ONETIME ACTIONS THAT LOCK IN GOOD HABITS
Nutrition
Buy a water filter to clean your drinking water.
Use smaller plates to reduce caloric intake.
Sleep
Buy a good mattress.
Get blackout curtains.
Remove your television from your bedroom.
Productivity
Unsubscribe from emails.
Turn off notifications and mute group chats.
Set your phone to silent.
Use email filters to clear up your inbox.
Delete games and social media apps on your phone.
Happiness
Get a dog.
Move to a friendly, social neighborhood.
General Health
Get vaccinated.
Buy good shoes to avoid back pain.
Buy a supportive chair or standing desk.
Finance
Enroll in an automatic savings plan.
Set up automatic bill pay.
Cut cable service.
Ask service providers to lower your bills.
Of course, there are many ways to automate good habits and eliminate
bad ones.
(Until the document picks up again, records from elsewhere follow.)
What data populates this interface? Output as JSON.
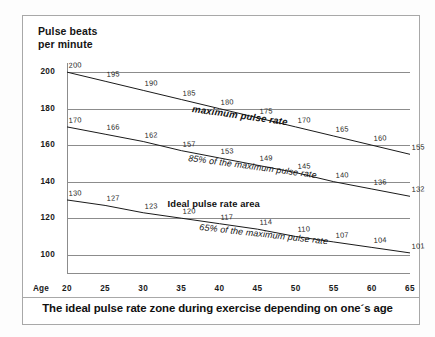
{
  "axis_title": "Pulse beats\nper minute",
  "age_axis_label": "Age",
  "caption": "The ideal pulse rate zone during exercise depending on one´s age",
  "annotations": {
    "maximum": "maximum pulse rate",
    "eightyfive": "85% of the maximum pulse rate",
    "sixtyfive": "65% of the maximum pulse rate",
    "ideal_area": "Ideal pulse rate area"
  },
  "colors": {
    "line": "#1a1a1a",
    "grid": "#8c8c8c",
    "frame": "#a8a8a8",
    "text": "#111111",
    "background": "#ffffff"
  },
  "chart_data": {
    "type": "line",
    "title": "The ideal pulse rate zone during exercise depending on one´s age",
    "xlabel": "Age",
    "ylabel": "Pulse beats per minute",
    "x": [
      20,
      25,
      30,
      35,
      40,
      45,
      50,
      55,
      60,
      65
    ],
    "xticklabels": [
      "20",
      "25",
      "30",
      "35",
      "40",
      "45",
      "50",
      "55",
      "60",
      "65"
    ],
    "yticklabels": [
      "200",
      "180",
      "160",
      "140",
      "120",
      "100"
    ],
    "yticks": [
      200,
      180,
      160,
      140,
      120,
      100
    ],
    "xlim": [
      20,
      65
    ],
    "ylim": [
      90,
      205
    ],
    "grid": true,
    "legend": "inline-labels",
    "series": [
      {
        "name": "maximum pulse rate",
        "values": [
          200,
          195,
          190,
          185,
          180,
          175,
          170,
          165,
          160,
          155
        ]
      },
      {
        "name": "85% of the maximum pulse rate",
        "values": [
          170,
          166,
          162,
          157,
          153,
          149,
          145,
          140,
          136,
          132
        ]
      },
      {
        "name": "65% of the maximum pulse rate",
        "values": [
          130,
          127,
          123,
          120,
          117,
          114,
          110,
          107,
          104,
          101
        ]
      }
    ]
  }
}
Typically, they involve putting technology to work for you.


Technology can transform actions that were once hard, annoying, and
complicated into behaviors that are easy, painless, and simple. It is the most
reliable and effective way to guarantee the right behavior.
This is particularly useful for behaviors that happen too infrequently to
become habitual. Things you have to do monthly or yearly—like
rebalancing your investment portfolio—are never repeated frequently
enough to become a habit, so they benefit in particular from technology
“remembering” to do them for you.
Other examples include:
Medicine: Prescriptions can be automatically refilled.
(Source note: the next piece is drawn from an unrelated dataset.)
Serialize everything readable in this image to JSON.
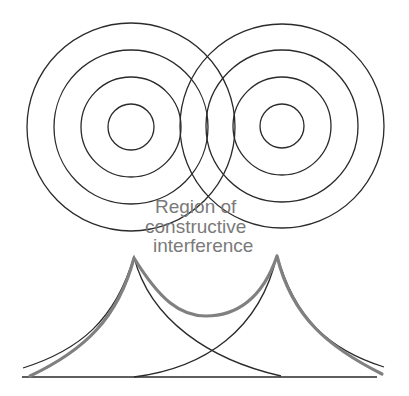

Personal finance: Employees can save for retirement with an
automatic wage deduction.
Cooking: Meal-delivery services can do your grocery shopping.
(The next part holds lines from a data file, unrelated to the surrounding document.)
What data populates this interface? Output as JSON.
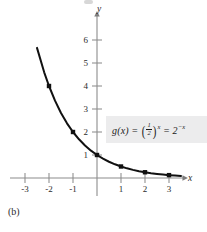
{
  "figure": {
    "caption": "(b)",
    "background_color": "#ffffff",
    "curve_color": "#111111",
    "axis_color": "#8c8c8c",
    "formula_box_color": "#ececed"
  },
  "axes": {
    "x_label": "x",
    "y_label": "y",
    "x_ticks": [
      "-3",
      "-2",
      "-1",
      "1",
      "2",
      "3"
    ],
    "x_tick_values": [
      -3,
      -2,
      -1,
      1,
      2,
      3
    ],
    "y_ticks": [
      "1",
      "2",
      "3",
      "4",
      "5",
      "6"
    ],
    "y_tick_values": [
      1,
      2,
      3,
      4,
      5,
      6
    ],
    "origin_label": ""
  },
  "formula": {
    "function_name": "g(x)",
    "equals_1": "=",
    "base_numerator": "1",
    "base_denominator": "2",
    "exponent_1": "x",
    "equals_2": "=",
    "base_2": "2",
    "exponent_2": "−x",
    "plain_text": "g(x) = (1/2)^x = 2^(-x)"
  },
  "chart_data": {
    "type": "line",
    "title": "",
    "subtitle": "",
    "xlabel": "x",
    "ylabel": "y",
    "xlim": [
      -3.6,
      3.9
    ],
    "ylim": [
      -0.35,
      7.0
    ],
    "grid": false,
    "legend": null,
    "annotations": [
      {
        "text": "g(x) = (1/2)^x = 2^(-x)",
        "x": 1.1,
        "y": 2.0
      }
    ],
    "series": [
      {
        "name": "g(x) = (1/2)^x = 2^-x",
        "x": [
          -3.1,
          -2.8,
          -2.5,
          -2.2,
          -2.0,
          -1.75,
          -1.5,
          -1.25,
          -1.0,
          -0.75,
          -0.5,
          -0.25,
          0.0,
          0.25,
          0.5,
          0.75,
          1.0,
          1.25,
          1.5,
          1.75,
          2.0,
          2.25,
          2.5,
          2.75,
          3.0,
          3.25,
          3.5
        ],
        "y": [
          8.574,
          6.964,
          5.657,
          4.595,
          4.0,
          3.364,
          2.828,
          2.378,
          2.0,
          1.682,
          1.414,
          1.189,
          1.0,
          0.841,
          0.707,
          0.595,
          0.5,
          0.42,
          0.354,
          0.297,
          0.25,
          0.21,
          0.177,
          0.149,
          0.125,
          0.105,
          0.088
        ],
        "marked_points": [
          {
            "x": -2,
            "y": 4
          },
          {
            "x": -1,
            "y": 2
          },
          {
            "x": 0,
            "y": 1
          },
          {
            "x": 1,
            "y": 0.5
          },
          {
            "x": 2,
            "y": 0.25
          },
          {
            "x": 3,
            "y": 0.125
          }
        ]
      }
    ]
  }
}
Productivity: Social media browsing can be cut off with a website
blocker.
When you automate as much of your life as possible, you can spend your
effort on the tasks machines cannot do yet. Each habit that we hand over to
the authority of technology frees up time and energy to pour into the next
stage of growth. As mathematician and philosopher Alfred North
Whitehead wrote, “Civilization advances by extending the number of
operations we can perform without thinking about them.”
Of course, the power of technology can work against us as well. Binge-
watching becomes a habit because you have to put more effort in to stop
looking at the screen than to continue doing so. Instead of pressing a button
to advance to the next episode, Netflix or YouTube will autoplay it for you.
All you have to do is keep your eyes open.
Technology creates a level of convenience that enables you to act on
your smallest whims and desires. At the mere suggestion of hunger, you can
have food delivered to your door. At the slightest hint of boredom, you can
get lost in the vast expanse of social media. When the effort required to act
on your desires becomes effectively zero, you can find yourself slipping
into whatever impulse arises at the moment. The downside of automation is


that we can find ourselves jumping from easy task to easy task without
making time for more difficult, but ultimately more rewarding, work.
I often find myself gravitating toward social media during any
downtime. If I feel bored for just a fraction of a second, I reach for my
phone. It’s easy to write off these minor distractions as “just taking a
break,” but over time they can accumulate into a serious issue. The constant
tug of “just one more minute” can prevent me from doing anything of
consequence. (I’m not the only one. The average person spends over two
hours per day on social media. What could you do with an extra six hundred
hours per year?)
During the year I was writing this book, I experimented with a new time
management strategy. Every Monday, my assistant would reset the
passwords on all my social media accounts, which logged me out on each
device. All week I worked without distraction. On Friday, she would send
me the new passwords. I had the entire weekend to enjoy what social media
had to offer until Monday morning when she would do it again. (If you
don’t have an assistant, team up with a friend or family member and reset
each other’s passwords each week.)
One of the biggest surprises was how quickly I adapted. Within the first
week of locking myself out of social media, I realized that I didn’t need to
check it nearly as often as I had been, and I certainly didn’t need it each
day. It had simply been so easy that it had become the default. Once my bad
habit became impossible, I discovered that I did actually have the
motivation to work on more meaningful tasks. After I removed the mental
candy from my environment, it became much easier to eat the healthy stuff.
When working in your favor, automation can make your good habits
inevitable and your bad habits impossible. It is the ultimate way to lock in
future behavior rather than relying on willpower in the moment. By
utilizing commitment devices, strategic onetime decisions, and technology,
you can create an environment of inevitability—a space where good habits
are not just an outcome you hope for but an outcome that is virtually
guaranteed.
Chapter Summary


The inversion of the 3rd Law of Behavior Change is make it difficult.
A commitment device is a choice you make in the present that locks in
better behavior in the future.
The ultimate way to lock in future behavior is to automate your habits.
Onetime choices—like buying a better mattress or enrolling in an
automatic savings plan—are single actions that automate your future
habits and deliver increasing returns over time.
Using technology to automate your habits is the most reliable and
effective way to guarantee the right behavior.